Article
How to Convert thinkorswim Chart Annotations to CSV/XLSX
A practical method to move thinkorswim annotation workflows into structured CSV/XLSX records for coaching and review.
If you are rebuilding notes by hand after each thinkorswim session, this workflow removes that overhead and improves consistency.
Workflow Breakdown
The conversion problem is not file format. It is schema discipline. Without stable fields, CSV/XLSX exports become inconsistent and hard to compare.
Start with core fields: symbol, timeframe, drawing type, anchors, note text, indicator values, and setup status.

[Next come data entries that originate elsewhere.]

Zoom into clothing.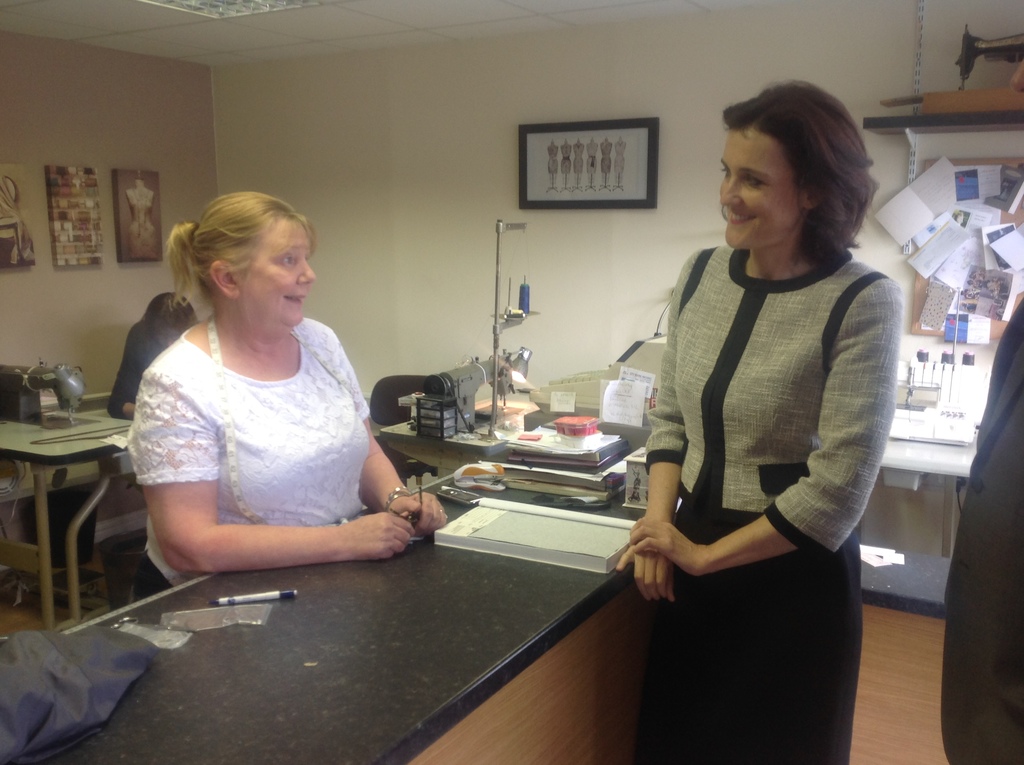
Zoom target: 936, 298, 1023, 764.
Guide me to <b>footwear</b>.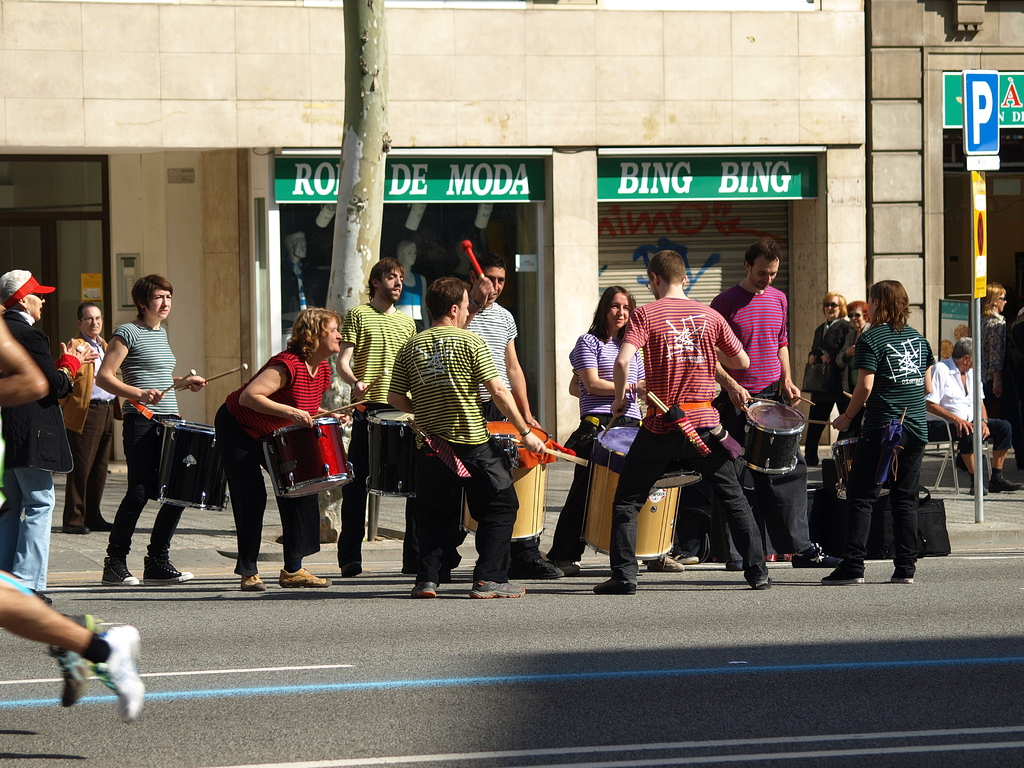
Guidance: select_region(236, 572, 280, 591).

MyLinedChart exports this context in one pass and keeps JSON, XLSX, and CSV aligned for different consumers.
For thinkorswim annotations to csv xlsx, the goal is not just export, but repeatable review quality.
Implementation Focus
- Define an annotation schema before export.
- Capture indicator and OHLCV context with drawings and notes.
- Include company logos so symbol metadata remains complete in review files.
FAQ
Can these charts still be useful if drawing export is limited?
Yes. Visual charting and execution can still be strong, but exportability needs a structured export layer.
Why not rely on screenshots only?
Screenshots are hard to aggregate and compare. Structured rows are required for repeatable analysis.
Which export formats matter most?
CSV and XLSX are practical defaults for spreadsheet review and lightweight pipeline ingestion.
Sample MyLinedChart Multi-Chart Exports With Drawings
- Download Sample XLSX Export (.xlsx)
XLSX and CSV are streamlined for human reading. Use spreadsheets for direct review and journaling.
- Download Sample JSON Export (.json)
JSON keeps full technical details. JSON sample for structured automation, backtesting prep, and pipeline ingestion.